I could hear him settling into that a little.

"Here's something I've seen consistently over the years," I continued. "Every person I've walked alongside — leaders, families, whole organizations — they all meet one core need. Just one. But it shows up in different ways. In your family, in your team, in your friendships. You've been doing it your whole life, in every room you've ever walked into. You just haven't named it yet. And when you can't name it, you can’t make sure that what you’re doing is actually answering it. So instead you fill your calendar, accomplish more and end up lost. From other people's expectations. From whatever is most urgent."

James was quiet for a moment. "That's exactly what I've been doing."

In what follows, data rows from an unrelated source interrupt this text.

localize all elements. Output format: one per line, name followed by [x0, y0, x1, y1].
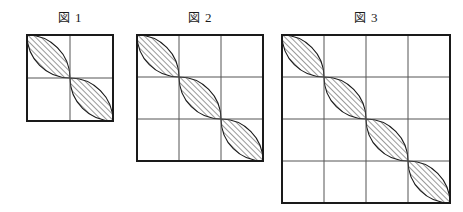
- figure-caption-number: 1: [75, 10, 83, 25]
- figure-caption-number: 3: [371, 10, 379, 25]
- figure-caption-kanji: 図: [58, 11, 71, 25]
- figure-1: 図 1: [7, 11, 133, 127]
- figure-caption: 図 2: [117, 11, 283, 25]
- figure-3: 図 3: [262, 11, 463, 209]
- figure-caption-kanji: 図: [188, 11, 201, 25]
- figure-2: 図 2: [117, 11, 283, 167]
- figure-sheet: 図 1図 2図 3: [0, 0, 463, 212]
- figure-caption: 図 3: [262, 11, 463, 25]
- figure-caption-number: 2: [205, 10, 213, 25]
- figure-drawing: [279, 32, 453, 206]
- figure-drawing: [24, 32, 116, 124]
- figure-caption: 図 1: [7, 11, 133, 25]
- figure-caption-kanji: 図: [354, 11, 367, 25]
- figure-drawing: [134, 32, 266, 164]
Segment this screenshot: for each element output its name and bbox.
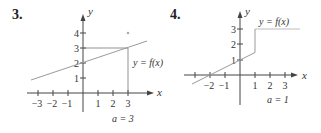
a-value-label: a = 3 [112,113,134,124]
y-tick-label: 1 [74,73,79,84]
y-tick-label: 2 [231,39,236,50]
y-axis-label: y [87,5,93,17]
y-tick-label: 4 [74,28,79,39]
y-tick-label: 3 [231,24,236,35]
isolated-point [127,32,130,35]
x-tick-label: 3 [283,80,288,91]
x-tick-label: −1 [62,98,73,109]
x-tick-label: 2 [268,80,273,91]
x-tick-label: −3 [32,98,43,109]
graph-panel-3: 3. x y −3 −2 −1 1 2 3 [0,0,160,133]
a-value-label: a = 1 [267,94,289,105]
curve-label: y = f(x) [258,16,290,28]
y-axis-label: y [244,5,250,17]
graph-4-plot: x y −2 −1 1 2 3 1 2 3 [160,0,321,133]
x-axis-arrow-icon [291,73,298,78]
x-tick-label: 1 [96,98,101,109]
curve-label: y = f(x) [132,57,164,69]
x-tick-label: −2 [204,80,215,91]
y-tick-label: 2 [74,58,79,69]
graph-panel-4: 4. x y −2 −1 1 2 3 [160,0,321,133]
x-axis-arrow-icon [147,91,154,96]
x-tick-label: 2 [111,98,116,109]
x-tick-label: −1 [219,80,230,91]
x-tick-label: 1 [253,80,258,91]
x-tick-label: −2 [47,98,58,109]
x-tick-label: 3 [126,98,131,109]
graph-3-plot: x y −3 −2 −1 1 2 3 1 2 3 [0,0,160,133]
y-tick-label: 3 [74,43,79,54]
function-line [31,41,147,80]
x-axis-label: x [301,69,307,81]
y-axis-arrow-icon [81,14,86,21]
y-axis-arrow-icon [238,11,243,18]
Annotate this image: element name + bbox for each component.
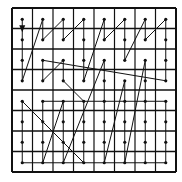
- grid-lines: [12, 8, 176, 172]
- scan-pattern-diagram: [0, 0, 182, 182]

"I know. Most leaders are. And here's the thing — when you do name it, when you find that thread and follow it all the way back, something shifts. Immediately. The fog starts to lift. The direction gets clearer. And the decisions that have felt impossible — the priorities, the promises, the boundaries — they start to make sense. Because now they have a filter. Now they have a purpose for being there."

"So how do you find it?" he asked. "The thread."

"That's the honest work," I said. "And it's not as complicated as it sounds — but it is real work. It asks you to sit with questions most people rush past. I walk through a process with people that helps uncover it. But I'm not going to hand you an answer, because purpose isn't something I can give you. It's something you uncover. And the uncovering is part of what makes it real."

"Okay," he said. And I could hear in that one word that something had shifted — not a breakthrough, just a door opening. "I think I want to do that."

"Good," I said. "Then let's start there. We need to make sure you are ready.”

“Okay” said James. “How do we do that?”

“With two simple questions”, I shared. “One, where do you actually want to fulfill your purpose? And two, may I help you fulfill it there?”


I've thought about that conversation with James many times since. Not because it was unusual — but because it isn't. James is not a rare story. He's a common one. The high-performer who is doing everything right on paper and quietly coming apart at the seams. The leader whose family is starting to feel the distance before they even know it's there. The person making promises they fully intend to keep, until the next urgent thing quietly moves them aside.

What James was feeling wasn't weakness. It wasn't ingratitude. It was a signal. The signal that there is something more specific for him — not just a better version of what he's already doing, but something right. Where who he is, and why he's here, and what the people around him actually need all come into alignment.

That alignment is possible. It’s the reality of everyone that is willing to clarify their purpose and fulfill it.

And it always starts with the same question.

Why are you here?

If that question landed somewhere real in you — if you read James's story and recognized something in it — I'd love to have a conversation. Not a pitch. Just a talk, one person to another, about what it might look like to stop running hard in the wrong direction and start moving toward something that's actually right for you.

With purpose and care,

Shayne




Shayne Wyler

Many of us struggle to find our identity and purpose. We create identities and make up reasons to do things only to end up discouraged, devalued and discarded in key relationships. It doesn’t need to be that way. We give you the frameworks that transform you to fulfill your purpose so that you you know who you are, why you’re here and can serve everywhere you are called to serve.